Someone once told me that art is like porn: you know it when you see it. And I think that’s true.
Of course, art is subjective. You might not like it, even if other people do. Most of our art comes from our art team, and quite a bit of it comes from student submissions, who want to see their work printed and celebrated. This magazine is a great way for local artists to do that, and you’re always welcome to submit your work to teched@critic.co.nz - Art Week or no. So when you see art in here, just know that it came from people like you. And if you don’t like it, that’s okay - maybe it wasn’t your taste, or maybe you want to submit something of your own.
This week, we’ve really pushed the boundaries of what “art” is. We’ve got art that’s obviously art, like our student submissions and the Ngāi Tahu art in the local gallery. But we’ve also got the art of Dunedin campus buildings (Richardson won a design award in the 80’s??), we’ve got the art of being a full-time goth, and we’ve got the art of cooking a meal with ingredients from the campus shop, which is as much an achievement as it is an art piece.
Is this art? I’d say so. Art is about the process, the passion that goes into the product, and the progress made by the professional behind the scenes. If we can consider the art here to be “art”, then I think we have some criteria for what “art” is, and that brings me to a question I’ve been pondering for a long time: are “sandwich artists” artists?
Remember when Subway tried to rebrand its minimum-wage employees as “artists” to try to distract from the fact that they’re getting shafted by the corporate system and try to give them some sort of greater purpose just by changing their job title? Turns out you can’t actually solve the deep-seated uneasiness that comes from being a corporate pawn, but hey, they tried. But it’s made me think, ever since, about what it would mean to truly be a sandwich artist. What does that look like?
I think it’s possible. I think that if somebody truly had passion for what they were doing, if they honestly loved making Subway sandwiches and grew as a person throughout the process, then yes, they would be a sandwich artist, and they’d probably make an absolutely bangin’ footlong. But I doubt that the majority of Subway employees feel this way. Instead, you have a staff made up of people who are genuinely just there to work and get paid, labelled as “artists”, which seems to undermine the idea of what “art” is about in the first place.
When you mix art (which comes from a place of genuine experimentation, of passion) with paid labour (which comes from a place of exploitation and restriction), is it really art? No, I don’t think so. Not unless the workers give themselves the title of artist, which means they’ve been able to exploit the labour system to pay them to pursue their passion, in which case, good on them. But sandwich artists didn’t give themselves that title, it was handed to them by a corporation to distract from the fact that they’re more part of an assembly line than a gallery. I’m sure there’s a true sandwich artist out there, though. And I’d love to find them. Because, just like in porn, you know a good footlong when you see it.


ASSIGNMENT: Exactly the lines from the one containing "Locate the wheel element." to the last line of the records, inclusive, are to be transcribed; include no others.
|---|
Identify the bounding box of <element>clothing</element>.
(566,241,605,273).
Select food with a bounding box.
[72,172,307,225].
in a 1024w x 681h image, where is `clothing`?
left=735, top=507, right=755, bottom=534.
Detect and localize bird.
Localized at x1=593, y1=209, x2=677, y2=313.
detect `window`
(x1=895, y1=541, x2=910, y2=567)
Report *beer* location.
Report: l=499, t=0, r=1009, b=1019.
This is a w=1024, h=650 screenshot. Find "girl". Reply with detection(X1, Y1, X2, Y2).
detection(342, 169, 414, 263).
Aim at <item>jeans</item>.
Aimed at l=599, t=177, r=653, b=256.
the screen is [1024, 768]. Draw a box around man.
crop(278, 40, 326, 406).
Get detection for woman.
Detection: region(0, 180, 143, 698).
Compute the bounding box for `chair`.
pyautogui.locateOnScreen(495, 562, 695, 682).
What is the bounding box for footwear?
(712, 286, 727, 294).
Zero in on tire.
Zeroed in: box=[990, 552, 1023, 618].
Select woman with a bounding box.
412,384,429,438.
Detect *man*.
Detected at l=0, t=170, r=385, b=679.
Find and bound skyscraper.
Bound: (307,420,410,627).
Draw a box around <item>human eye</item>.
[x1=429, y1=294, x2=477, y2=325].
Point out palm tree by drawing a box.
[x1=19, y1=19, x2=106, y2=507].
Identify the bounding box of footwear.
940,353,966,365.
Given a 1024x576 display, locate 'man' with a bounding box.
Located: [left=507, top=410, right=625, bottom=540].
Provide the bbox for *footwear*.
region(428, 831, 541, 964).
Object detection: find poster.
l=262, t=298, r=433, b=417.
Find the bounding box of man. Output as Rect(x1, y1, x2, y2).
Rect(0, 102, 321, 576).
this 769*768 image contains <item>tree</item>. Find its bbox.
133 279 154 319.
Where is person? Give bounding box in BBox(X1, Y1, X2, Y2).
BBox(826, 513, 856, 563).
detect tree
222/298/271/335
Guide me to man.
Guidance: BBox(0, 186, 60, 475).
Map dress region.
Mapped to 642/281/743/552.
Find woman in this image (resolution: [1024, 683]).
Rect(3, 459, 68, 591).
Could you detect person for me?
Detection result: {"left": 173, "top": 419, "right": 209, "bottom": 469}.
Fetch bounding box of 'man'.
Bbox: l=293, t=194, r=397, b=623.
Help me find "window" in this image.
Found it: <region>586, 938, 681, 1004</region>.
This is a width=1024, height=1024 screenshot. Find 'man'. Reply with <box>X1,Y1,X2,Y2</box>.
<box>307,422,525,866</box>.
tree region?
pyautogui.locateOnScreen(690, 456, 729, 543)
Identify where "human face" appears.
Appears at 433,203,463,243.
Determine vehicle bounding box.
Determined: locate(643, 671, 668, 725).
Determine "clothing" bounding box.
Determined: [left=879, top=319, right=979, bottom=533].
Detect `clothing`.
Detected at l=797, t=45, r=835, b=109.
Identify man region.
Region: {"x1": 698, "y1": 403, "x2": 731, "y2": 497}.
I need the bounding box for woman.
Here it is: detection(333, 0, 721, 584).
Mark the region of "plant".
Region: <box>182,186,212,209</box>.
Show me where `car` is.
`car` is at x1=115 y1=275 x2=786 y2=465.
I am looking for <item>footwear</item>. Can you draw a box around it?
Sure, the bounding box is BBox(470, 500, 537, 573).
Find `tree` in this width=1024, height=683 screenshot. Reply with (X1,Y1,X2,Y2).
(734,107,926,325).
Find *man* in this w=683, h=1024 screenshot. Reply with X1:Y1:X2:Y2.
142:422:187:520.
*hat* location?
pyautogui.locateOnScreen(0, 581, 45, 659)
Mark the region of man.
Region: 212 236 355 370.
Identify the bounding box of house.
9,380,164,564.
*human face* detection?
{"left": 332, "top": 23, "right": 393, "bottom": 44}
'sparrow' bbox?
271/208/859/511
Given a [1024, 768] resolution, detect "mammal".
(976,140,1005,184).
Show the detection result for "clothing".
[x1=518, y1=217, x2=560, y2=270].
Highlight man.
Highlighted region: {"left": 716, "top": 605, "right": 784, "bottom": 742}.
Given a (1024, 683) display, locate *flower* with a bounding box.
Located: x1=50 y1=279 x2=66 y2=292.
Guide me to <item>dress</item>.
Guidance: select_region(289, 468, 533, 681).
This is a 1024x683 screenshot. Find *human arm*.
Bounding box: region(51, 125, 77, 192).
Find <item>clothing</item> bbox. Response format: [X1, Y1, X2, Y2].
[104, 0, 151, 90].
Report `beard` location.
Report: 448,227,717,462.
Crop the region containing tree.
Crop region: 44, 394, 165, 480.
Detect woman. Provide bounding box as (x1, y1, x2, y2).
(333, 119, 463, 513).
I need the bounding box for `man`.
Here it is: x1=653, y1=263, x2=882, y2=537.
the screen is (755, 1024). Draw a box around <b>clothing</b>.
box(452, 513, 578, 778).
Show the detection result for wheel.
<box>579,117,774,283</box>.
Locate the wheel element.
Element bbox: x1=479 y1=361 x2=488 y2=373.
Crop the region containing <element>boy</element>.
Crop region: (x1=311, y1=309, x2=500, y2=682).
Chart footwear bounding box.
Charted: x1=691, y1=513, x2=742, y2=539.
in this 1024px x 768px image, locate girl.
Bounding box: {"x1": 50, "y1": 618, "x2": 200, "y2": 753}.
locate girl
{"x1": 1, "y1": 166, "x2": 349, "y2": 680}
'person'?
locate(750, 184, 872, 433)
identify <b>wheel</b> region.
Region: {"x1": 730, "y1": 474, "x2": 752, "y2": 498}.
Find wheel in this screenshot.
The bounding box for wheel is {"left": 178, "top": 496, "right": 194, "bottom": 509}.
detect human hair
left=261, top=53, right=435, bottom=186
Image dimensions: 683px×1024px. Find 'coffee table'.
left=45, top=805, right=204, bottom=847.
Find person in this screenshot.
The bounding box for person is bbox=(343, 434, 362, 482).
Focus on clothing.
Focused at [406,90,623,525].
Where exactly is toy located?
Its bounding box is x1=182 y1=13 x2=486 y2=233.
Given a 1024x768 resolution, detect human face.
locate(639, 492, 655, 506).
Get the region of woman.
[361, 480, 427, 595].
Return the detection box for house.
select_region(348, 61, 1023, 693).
|---|
SOLUTION TO THIS EXERCISE:
Locate the wheel element.
Element bbox: x1=479 y1=361 x2=488 y2=373.
Crop the region containing <element>boy</element>.
Crop region: (x1=311, y1=309, x2=500, y2=682).
Chart footwear bounding box.
Charted: x1=691, y1=513, x2=742, y2=539.
in this 1024px x 768px image, locate girl.
Bounding box: {"x1": 50, "y1": 618, "x2": 200, "y2": 753}.
locate girl
{"x1": 1, "y1": 166, "x2": 349, "y2": 680}
'person'?
locate(750, 184, 872, 433)
identify <b>wheel</b> region.
Region: {"x1": 730, "y1": 474, "x2": 752, "y2": 498}.
Find wheel in this screenshot.
The bounding box for wheel is {"left": 178, "top": 496, "right": 194, "bottom": 509}.
detect human hair
left=261, top=53, right=435, bottom=186
Image dimensions: 683px×1024px. Find 'coffee table'.
left=45, top=805, right=204, bottom=847.
Find person in this screenshot.
The bounding box for person is bbox=(343, 434, 362, 482).
Focus on clothing.
Focused at [406,90,623,525].
Where exactly is toy located?
Its bounding box is x1=182 y1=13 x2=486 y2=233.
Given a 1024x768 resolution, detect human face.
locate(639, 492, 655, 506).
Get the region of woman.
[361, 480, 427, 595].
Return the detection box for house.
select_region(348, 61, 1023, 693).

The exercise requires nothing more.